"Geyser se paani tapak raha hai, kya yeh fat jayega?" This is a fair question to ask, and the honest answer depends entirely on which part is leaking and how. A small drip from one specific valve is completely normal. A different kind of leak, or no leak at all combined with certain warning signs, is genuinely dangerous. This guide tells you which is which.
Switch off the geyser at the main switch immediately and don't touch the unit. A rumbling or knocking sound combined with heat means pressure is building up dangerously. Call a technician right away — don't wait to read the rest of this article first.
What Is the PRV and Why It Drips
Every storage geyser has a Pressure Relief Valve (PRV), usually a small valve on the side or bottom of the unit, sometimes with a small pipe leading outward or downward. Its job is simple: when water inside the tank heats up, it expands, and pressure builds. The PRV's entire purpose is to release a small amount of that pressure by letting a bit of water escape, preventing the tank from over-pressurizing.
Because of this, a little dripping from the PRV during or right after the heating cycle is not a fault — it's the valve doing exactly what it's designed to do.
A few drops or a thin trickle from the PRV specifically during heating, that stops once the water reaches set temperature, is expected behavior — especially in geysers that are a few years old or in areas with harder water.
When PRV Behavior Becomes a Real Concern
- Continuous flow, not just drips — if water keeps coming out steadily even after the heating cycle finishes, the valve seal has likely worn out and needs replacement
- Loud hissing along with the leak — this can mean the valve is struggling to release pressure fast enough, which is a sign pressure is higher than it should be
- No leak at all, but the tank feels unusually hot on the outside or makes knocking sounds — this is actually more concerning than a leak, because it suggests the PRV may be stuck closed and not releasing pressure when it should
Counterintuitively, a PRV that never drips at all over months of regular use is more worth checking than one that drips normally. If it's stuck shut, it won't be able to release pressure when it needs to, which is the actual mechanism behind serious geyser pressure incidents.
What Actually Causes a Geyser to Become Dangerous
A geyser becoming genuinely hazardous is almost always a combination of two failures happening together, not just one: the thermostat failing to cut off heating at the set temperature, combined with the PRV failing to release the resulting excess pressure. Either fault alone is usually manageable — together, pressure can build well beyond safe limits.
This is why a thermostat that seems to be "running a bit hot" or "taking longer to cut off than usual" combined with a PRV that hasn't been checked in years is worth addressing proactively rather than waiting for both to fail at once.
Quick Self-Check You Can Do Today
- Locate your PRV — usually a small lever or knob-style valve near the bottom or side of the tank, sometimes with a short outlet pipe
- Run the geyser through a normal heating cycle and observe if there's a small drip during heating — that's fine
- Check if dripping continues well after the water has reached temperature — if yes, the valve seal needs attention
- Feel the outer casing — it should be warm, not hot to touch, and shouldn't be making knocking or rumbling sounds
Repair Cost for PRV and Related Issues
| Issue | Fix | Cost |
|---|---|---|
| PRV valve replacement | New valve, fitted | ₹300 – ₹600 |
| Thermostat replacement | New thermostat, calibrated | ₹350 – ₹650 |
| Both PRV + thermostat together | Combined service visit | ₹600 – ₹1,100 |
| Full safety inspection only | No parts, diagnosis visit | ₹99 – ₹150 |
How Often Should You Get This Checked?
For a geyser in regular daily use, a basic safety check covering the PRV and thermostat once a year is a reasonable habit, similar to how you'd service an AC before summer. Geysers older than 6-7 years benefit from a check every 6 months, since both the valve seal and thermostat contacts degrade with age and usage cycles.
In areas with harder water, sediment can settle inside the tank over time and interfere with the thermostat's ability to sense temperature accurately, sometimes causing it to keep heating longer than it should. A periodic tank flush, done during routine service, helps both heating efficiency and safety.
What to Do Right Now If You're Unsure
If you've read this and you're still not sure whether what you're seeing is the normal drip or the concerning kind, the safest move is simple: switch off the geyser's power supply, and don't switch it back on until it's been checked. A geyser that's switched off poses no pressure risk at all. There's no urgency to use it again before getting it looked at.
Get a Geyser Safety Check Today
PRV and thermostat inspection — same day visit. Don't wait on this one.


▸ **WHAT IS BEING ASKED**
Return only the lines from the start of the records through the line that contains "Image is 392x372 pixels.", inclusive; leave out all pictures.

§

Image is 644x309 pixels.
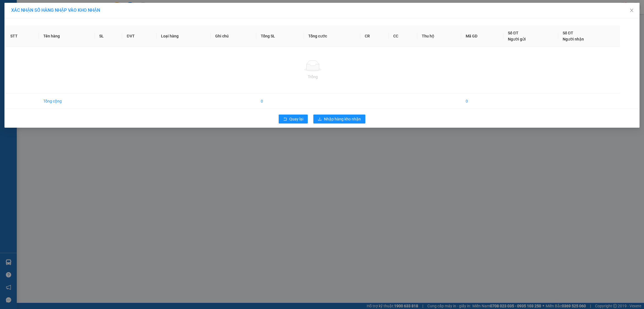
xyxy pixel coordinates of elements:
button: rollbackQuay lại [279,114,308,124]
td: Tổng cộng [39,94,95,109]
td: 0 [461,94,503,109]
span: close [629,8,633,12]
span: Số ĐT [562,30,573,35]
th: CR [360,26,389,47]
button: downloadNhập hàng kho nhận [313,114,365,124]
span: XÁC NHẬN SỐ HÀNG NHẬP VÀO KHO NHẬN [11,8,100,13]
th: Mã GD [461,26,503,47]
div: Trống [11,74,615,80]
th: Tên hàng [39,26,95,47]
span: Nhập hàng kho nhận [324,116,361,122]
span: rollback [283,117,287,122]
th: Thu hộ [417,26,461,47]
th: CC [389,26,417,47]
span: Người nhận [562,37,584,42]
th: STT [6,26,39,47]
th: Tổng SL [256,26,303,47]
th: Tổng cước [304,26,360,47]
span: download [318,117,322,122]
span: Quay lại [289,116,303,122]
th: Ghi chú [211,26,256,47]
span: Số ĐT [508,30,518,35]
span: Người gửi [508,37,525,42]
td: 0 [256,94,303,109]
th: SL [95,26,122,47]
button: Close [623,3,639,18]
th: Loại hàng [157,26,211,47]
th: ĐVT [122,26,157,47]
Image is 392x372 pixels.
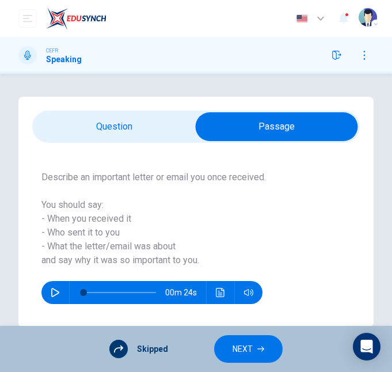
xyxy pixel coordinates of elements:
[41,170,346,267] h6: Describe an important letter or email you once received. You should say: - When you received it -...
[295,14,309,23] img: en
[214,335,283,363] button: NEXT
[353,333,381,360] div: Open Intercom Messenger
[46,55,82,64] h1: Speaking
[46,7,107,30] img: EduSynch logo
[46,47,58,55] span: CEFR
[165,281,206,304] span: 00m 24s
[18,9,37,28] button: open mobile menu
[211,281,230,304] button: Click to see the audio transcription
[359,8,377,26] img: Profile picture
[137,344,168,353] span: Skipped
[233,342,253,356] span: NEXT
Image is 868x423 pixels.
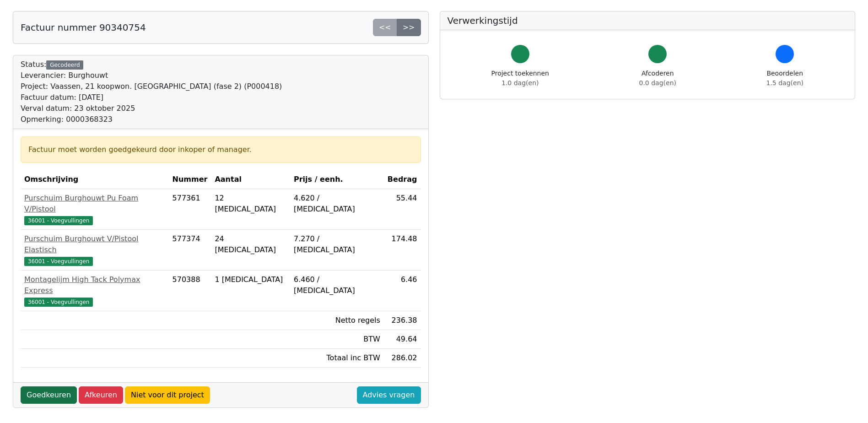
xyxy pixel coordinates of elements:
[357,387,421,403] a: Advies vragen
[21,387,77,403] a: Goedkeuren
[125,387,210,403] a: Niet voor dit project
[24,193,166,226] a: Purschuim Burghouwt Pu Foam V/Pistool36001 - Voegvullingen
[383,312,421,330] td: 236.38
[290,330,383,349] td: BTW
[290,349,383,368] td: Totaal inc BTW
[214,233,286,255] div: 24 [MEDICAL_DATA]
[294,193,380,214] div: 4.620 / [MEDICAL_DATA]
[383,189,421,230] td: 55.44
[24,233,166,267] a: Purschuim Burghouwt V/Pistool Elastisch36001 - Voegvullingen
[501,80,539,86] span: 1.0 dag(en)
[24,193,166,214] div: Purschuim Burghouwt Pu Foam V/Pistool
[21,170,168,189] th: Omschrijving
[168,189,211,230] td: 577361
[21,22,146,33] h5: Factuur nummer 90340754
[21,70,282,81] div: Leverancier: Burghouwt
[383,230,421,270] td: 174.48
[639,80,676,86] span: 0.0 dag(en)
[383,170,421,189] th: Bedrag
[24,298,93,307] span: 36001 - Voegvullingen
[294,274,380,296] div: 6.460 / [MEDICAL_DATA]
[24,256,93,266] span: 36001 - Voegvullingen
[21,81,282,92] div: Project: Vaassen, 21 koopwon. [GEOGRAPHIC_DATA] (fase 2) (P000418)
[24,233,166,255] div: Purschuim Burghouwt V/Pistool Elastisch
[21,114,282,125] div: Opmerking: 0000368323
[383,270,421,312] td: 6.46
[168,230,211,270] td: 577374
[290,312,383,330] td: Netto regels
[21,59,282,125] div: Status:
[397,19,421,36] a: >>
[766,68,803,88] div: Beoordelen
[46,61,83,69] div: Gecodeerd
[491,68,549,88] div: Project toekennen
[21,92,282,103] div: Factuur datum: [DATE]
[290,170,383,189] th: Prijs / eenh.
[24,216,93,226] span: 36001 - Voegvullingen
[766,80,803,86] span: 1.5 dag(en)
[383,330,421,349] td: 49.64
[24,274,166,296] div: Montagelijm High Tack Polymax Express
[447,15,847,26] h5: Verwerkingstijd
[79,387,123,403] a: Afkeuren
[24,274,166,307] a: Montagelijm High Tack Polymax Express36001 - Voegvullingen
[383,349,421,368] td: 286.02
[168,270,211,312] td: 570388
[294,233,380,255] div: 7.270 / [MEDICAL_DATA]
[214,193,286,214] div: 12 [MEDICAL_DATA]
[28,144,413,155] div: Factuur moet worden goedgekeurd door inkoper of manager.
[21,103,282,114] div: Verval datum: 23 oktober 2025
[214,274,286,285] div: 1 [MEDICAL_DATA]
[211,170,290,189] th: Aantal
[639,68,676,88] div: Afcoderen
[168,170,211,189] th: Nummer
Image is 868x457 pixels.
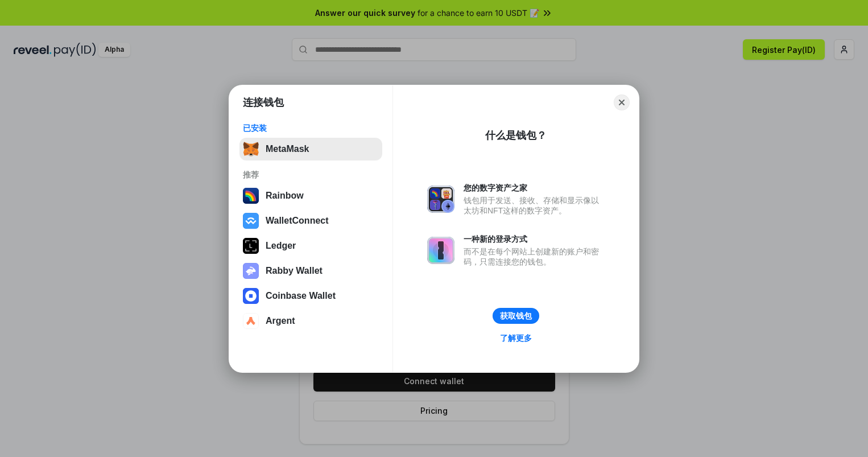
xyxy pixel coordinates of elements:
div: 什么是钱包？ [485,129,546,142]
div: Ledger [266,241,295,251]
div: 了解更多 [500,333,532,343]
a: 了解更多 [493,331,538,346]
div: 获取钱包 [500,311,532,321]
button: 获取钱包 [492,308,539,324]
img: svg+xml,%3Csvg%20width%3D%2228%22%20height%3D%2228%22%20viewBox%3D%220%200%2028%2028%22%20fill%3D... [243,213,259,229]
img: svg+xml,%3Csvg%20xmlns%3D%22http%3A%2F%2Fwww.w3.org%2F2000%2Fsvg%22%20fill%3D%22none%22%20viewBox... [243,263,259,279]
button: Ledger [240,234,382,258]
h1: 连接钱包 [243,95,284,110]
button: Coinbase Wallet [240,285,382,308]
img: svg+xml,%3Csvg%20width%3D%2228%22%20height%3D%2228%22%20viewBox%3D%220%200%2028%2028%22%20fill%3D... [243,288,259,304]
div: 一种新的登录方式 [464,234,604,244]
img: svg+xml,%3Csvg%20fill%3D%22none%22%20height%3D%2233%22%20viewBox%3D%220%200%2035%2033%22%20width%... [243,141,259,157]
button: MetaMask [240,137,382,161]
img: svg+xml,%3Csvg%20xmlns%3D%22http%3A%2F%2Fwww.w3.org%2F2000%2Fsvg%22%20fill%3D%22none%22%20viewBox... [427,237,454,264]
button: Rainbow [240,184,382,207]
div: Coinbase Wallet [266,291,336,301]
div: Argent [266,316,295,326]
div: WalletConnect [266,215,329,226]
img: svg+xml,%3Csvg%20width%3D%2228%22%20height%3D%2228%22%20viewBox%3D%220%200%2028%2028%22%20fill%3D... [243,313,259,329]
div: MetaMask [266,144,309,154]
div: Rabby Wallet [266,266,322,276]
button: Argent [240,310,382,332]
button: Close [614,95,630,110]
div: 您的数字资产之家 [464,183,604,193]
img: svg+xml,%3Csvg%20width%3D%22120%22%20height%3D%22120%22%20viewBox%3D%220%200%20120%20120%22%20fil... [243,188,259,203]
button: WalletConnect [240,210,382,232]
div: 已安装 [243,123,379,134]
div: 推荐 [243,169,379,180]
img: svg+xml,%3Csvg%20xmlns%3D%22http%3A%2F%2Fwww.w3.org%2F2000%2Fsvg%22%20fill%3D%22none%22%20viewBox... [427,186,454,213]
div: Rainbow [266,191,304,201]
img: svg+xml,%3Csvg%20xmlns%3D%22http%3A%2F%2Fwww.w3.org%2F2000%2Fsvg%22%20width%3D%2228%22%20height%3... [243,238,259,254]
div: 而不是在每个网站上创建新的账户和密码，只需连接您的钱包。 [464,246,604,267]
button: Rabby Wallet [240,260,382,282]
div: 钱包用于发送、接收、存储和显示像以太坊和NFT这样的数字资产。 [464,196,604,215]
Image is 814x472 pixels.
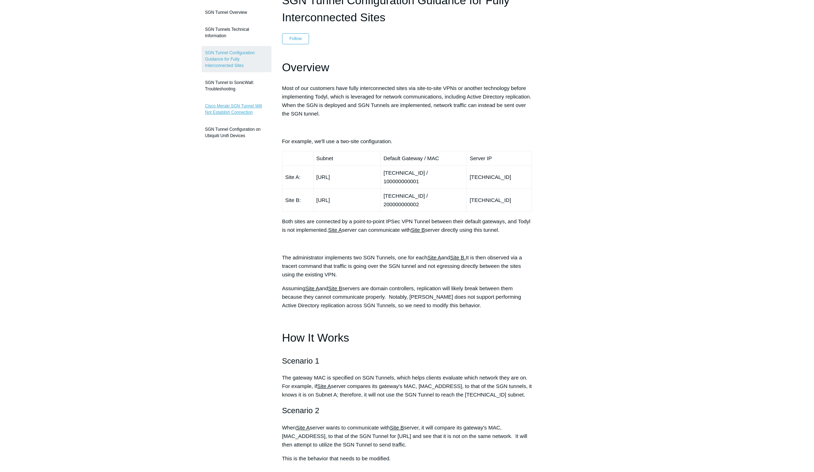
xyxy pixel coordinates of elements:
[380,189,466,212] td: [TECHNICAL_ID] / 200000000002
[380,166,466,189] td: [TECHNICAL_ID] / 100000000001
[328,227,342,233] span: Site A
[282,373,532,399] p: The gateway MAC is specified on SGN Tunnels, which helps clients evaluate which network they are ...
[282,137,532,146] p: For example, we'll use a two-site configuration.
[282,355,532,367] h2: Scenario 1
[282,33,309,44] button: Follow Article
[282,217,532,234] p: Both sites are connected by a point-to-point IPSec VPN Tunnel between their default gateways, and...
[466,166,532,189] td: [TECHNICAL_ID]
[202,6,271,19] a: SGN Tunnel Overview
[282,84,532,118] p: Most of our customers have fully interconnected sites via site-to-site VPNs or another technology...
[328,285,342,291] span: Site B
[282,454,532,463] p: This is the behavior that needs to be modified.
[282,58,532,77] h1: Overview
[313,189,380,212] td: [URL]
[296,424,310,430] span: Site A
[282,329,532,347] h1: How It Works
[317,383,331,389] span: Site A
[202,46,271,72] a: SGN Tunnel Configuration Guidance for Fully Interconnected Sites
[427,254,441,260] span: Site A
[282,253,532,279] p: The administrator implements two SGN Tunnels, one for each and It is then observed via a tracert ...
[202,76,271,96] a: SGN Tunnel to SonicWall: Troubleshooting
[305,285,319,291] span: Site A
[313,151,380,166] td: Subnet
[282,423,532,449] p: When server wants to communicate with server, it will compare its gateway's MAC, [MAC_ADDRESS], t...
[450,254,465,260] span: Site B.
[282,404,532,417] h2: Scenario 2
[202,123,271,142] a: SGN Tunnel Configuration on Ubiquiti Unifi Devices
[390,424,404,430] span: Site B
[202,23,271,43] a: SGN Tunnels Technical Information
[202,99,271,119] a: Cisco Meraki SGN Tunnel Will Not Establish Connection
[313,166,380,189] td: [URL]
[282,189,313,212] td: Site B:
[282,284,532,310] p: Assuming and servers are domain controllers, replication will likely break between them because t...
[380,151,466,166] td: Default Gateway / MAC
[410,227,425,233] span: Site B
[282,166,313,189] td: Site A:
[466,189,532,212] td: [TECHNICAL_ID]
[466,151,532,166] td: Server IP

§

▸ **WRITTEN SOLUTION**
Image is 644x309 pixels.
xyxy pixel coordinates of elements:
button: rollbackQuay lại [279,114,308,124]
td: Tổng cộng [39,94,95,109]
td: 0 [461,94,503,109]
span: close [629,8,633,12]
span: Số ĐT [562,30,573,35]
th: CR [360,26,389,47]
button: downloadNhập hàng kho nhận [313,114,365,124]
span: XÁC NHẬN SỐ HÀNG NHẬP VÀO KHO NHẬN [11,8,100,13]
th: Mã GD [461,26,503,47]
div: Trống [11,74,615,80]
th: Tên hàng [39,26,95,47]
span: Nhập hàng kho nhận [324,116,361,122]
span: rollback [283,117,287,122]
th: Thu hộ [417,26,461,47]
th: CC [389,26,417,47]
span: Người nhận [562,37,584,42]
th: STT [6,26,39,47]
th: Tổng SL [256,26,303,47]
th: Tổng cước [304,26,360,47]
span: download [318,117,322,122]
span: Quay lại [289,116,303,122]
th: Ghi chú [211,26,256,47]
span: Số ĐT [508,30,518,35]
span: Người gửi [508,37,525,42]
td: 0 [256,94,303,109]
th: SL [95,26,122,47]
button: Close [623,3,639,18]
th: Loại hàng [157,26,211,47]
th: ĐVT [122,26,157,47]
Image is 392x372 pixels.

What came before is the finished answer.